The EU AI Act is not coming. It's here. The world's first comprehensive AI regulation entered into force in August 2024 and its requirements are now active and enforceable for many AI system categories. If your AI agents process EU residents' data, operate in EU markets, or are deployed by EU-based organisations, this regulation applies to you — regardless of where your company is headquartered.

This article cuts through the legal complexity to explain what the Act actually requires for AI agents, who it applies to, and what you need to have in place right now.

The timeline — what's active now

August 2024 — In force
The Act officially entered into force.
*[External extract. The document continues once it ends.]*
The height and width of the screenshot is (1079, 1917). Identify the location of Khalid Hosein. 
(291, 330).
The 24-month implementation clock began.
February 2025 — Prohibited practices banned
Prohibited AI systems (social scoring, certain biometric systems, subliminal manipulation) are now illegal.
August 2025 — GPAI rules apply
General-purpose AI model obligations (transparency, capability evaluations, systemic risk) are now active for providers of frontier models.
August 2026 — High-risk AI requirements fully enforceable
All high-risk AI system requirements are now enforceable. This is the deadline most enterprise AI deployments need to be ready for.

Does your AI agent qualify as high-risk?

The EU AI Act takes a tiered approach to risk. Most AI systems fall into the limited or minimal risk categories and face only light-touch transparency obligations. High-risk systems face the full weight of compliance requirements.
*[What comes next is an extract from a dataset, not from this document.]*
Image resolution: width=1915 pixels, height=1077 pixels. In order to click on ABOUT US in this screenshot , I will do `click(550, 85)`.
An AI agent is likely to be classified as high-risk if it is used in one of the following contexts:

The grey area: AI agents that assist human decisions (rather than making them autonomously) are still subject to high-risk requirements if they materially influence outcomes in the categories above. "It's just a recommendation tool" is not a defence if the recommendation is consistently followed.

If you are not in one of these categories, your obligations are lighter — but you still need to comply with transparency requirements and, if you use GPAI models like GPT-4 or Claude, with the obligations that flow from those models' frontier status.

What high-risk AI agents must do

For high-risk AI systems, the Act specifies five categories of requirement that map directly to how you govern your AI agents:

Requirement What the Act says TrustLoop coverage
Audit Trail Automatic logging of events, with tamper-evident records stored for at least 6 months Blockchain-anchored audit log, full call history
Human Oversight Mechanisms allowing humans to monitor, intervene, and override AI decisions Approval workflows, kill-switch, real-time alerts
Transparency Documentation of how the system works, what data it uses, what decisions it makes Plain-English rule engine, decision logging with context
Risk Management Ongoing identification, analysis, and mitigation of risks throughout the AI lifecycle Policy enforcement, PII masking, blocked tool tracking
Data Governance Controls over training and operational data, including personal data protection Automatic PII/secret masking before logs are stored

The five-minute compliance checklist

If you need to get a handle on your current compliance position, run through these five checks:

Penalties — and why they matter even outside the EU

The EU AI Act carries fines of up to €35 million or 7% of global annual turnover for the most serious violations — exceeding even GDPR. Prohibited AI practices carry the highest penalty tier; high-risk system failures sit at €15 million or 3% of turnover.

More importantly for US-based companies: the Act applies extraterritorially. If your AI system produces outputs that are used in the EU, or if you provide AI systems to EU-based operators, you are in scope. This is the same market reach principle that made GDPR a global standard despite being EU regulation. Expect the EU AI Act to do the same.

The companies that treat EU AI Act compliance as a European problem will be surprised when their US enterprise customers start requiring AI governance documentation as part of vendor due diligence. This is already happening.

The bottom line

The EU AI Act is not a future regulatory risk. For many AI agent deployments, it is a present requirement. The organisations that are ahead of it are the ones that built governance infrastructure as a foundation rather than a retrofit — because when a regulator asks to see your audit trail, you want to be producing evidence, not building a system to generate it.

Compliance is not the end goal. It is the floor. The real advantage of governing your AI agents well is that you understand what they're doing, you can stop them when something goes wrong, and you can demonstrate that control to anyone who asks — customer, partner, regulator, or board.

EU AI Act compliant in under 5 minutes.

TrustLoop covers audit trail, human oversight, transparency, and risk management — all five high-risk requirements — with a single integration and zero code changes to your existing agents.